Very average company, good in some areas, horrible in others - Engineer 3M Employee Review

2.0
Jun 14, 2016
Recommend
CEO approval
Business Outlook

Pros

Above average pay and employee stock purchase

Cons

Superficial goals surrounding sustainability & Employee Development. This company is an old boys club across the board. Management, is old aged and clueless in my area. Performance on 2-3 full time equivalent projects are demanded with ridiculous timelines (1/10th time of industry). Some groups (mine) are still trying to hire one person to work one position for their whole life. Organization as a whole is cutthroat, if you're a real jerk to everyone and good at pawning off your work on others and taking the credit, backstabbing every now and again, you may get somewhere. I've personally been blocked internally by my manager from applying to new jobs (puts in the bad word during hiring process) just so that he can keep me in his department. Couldn't be more unhappy.
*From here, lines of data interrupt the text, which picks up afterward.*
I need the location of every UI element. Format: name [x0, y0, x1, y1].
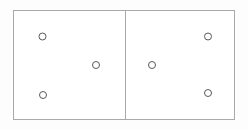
diagram-svg — [0, 0, 248, 129]
node-marker[interactable] — [39, 33, 46, 40]
node-marker[interactable] — [93, 62, 100, 69]
node-marker[interactable] — [149, 62, 156, 69]
node-marker[interactable] — [205, 33, 212, 40]
node-marker[interactable] — [205, 90, 212, 97]
node-marker[interactable] — [40, 92, 47, 99]
diagram-canvas — [0, 0, 248, 129]
diagram-frame — [14, 11, 235, 120]
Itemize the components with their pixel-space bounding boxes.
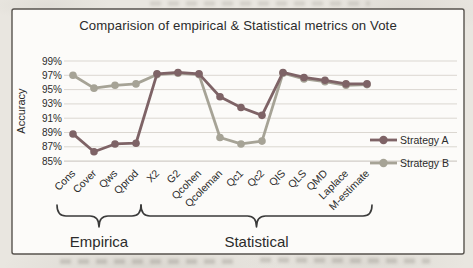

Explore other reviews about 3M

5.0
Jun 15, 2026
Recommend
CEO approval
Business Outlook

Pros

Good company to work for.

Cons

Large corp culture for employees

4.0
Jun 28, 2026
Recommend
CEO approval
Business Outlook

Pros

Compensation is genuinely competitive — one of the stronger-paying manufacturing roles you'll find in the area. Benefits package is comprehensive and well above average. The retirement account and stock options are a real standout, especially for a machine operator role; 3M clearly invests in its employees long-term. Day-to-day, the people on the floor make the job. Coworkers were hardworking and easy to get along with, which goes a long way in a production environment. Upper management is what you'd expect from a large corporation — a bit removed from the floor — but that's pretty standard for a company of that size, Not a deal breaker.

Cons

The shift schedule is rough. Rotating between 12-hour days and nights on a swing schedule sounds manageable on paper, but constantly flipping your sleep schedule takes a real toll over time. Work-life balance is difficult to maintain when your "days off" are often spent just recovering and readjusting, and you can easily miss out on normal life things — social plans, family time, errands — simply because your schedule doesn't line up with the rest of the world that week. Upper management can also be a friction point. When people who haven't touched the machines in years (or ever) come to the floor with strong opinions about how things should run, it creates frustration. The folks actually operating the equipment day in and day out develop real expertise, and that doesn't always feel acknowledged from above.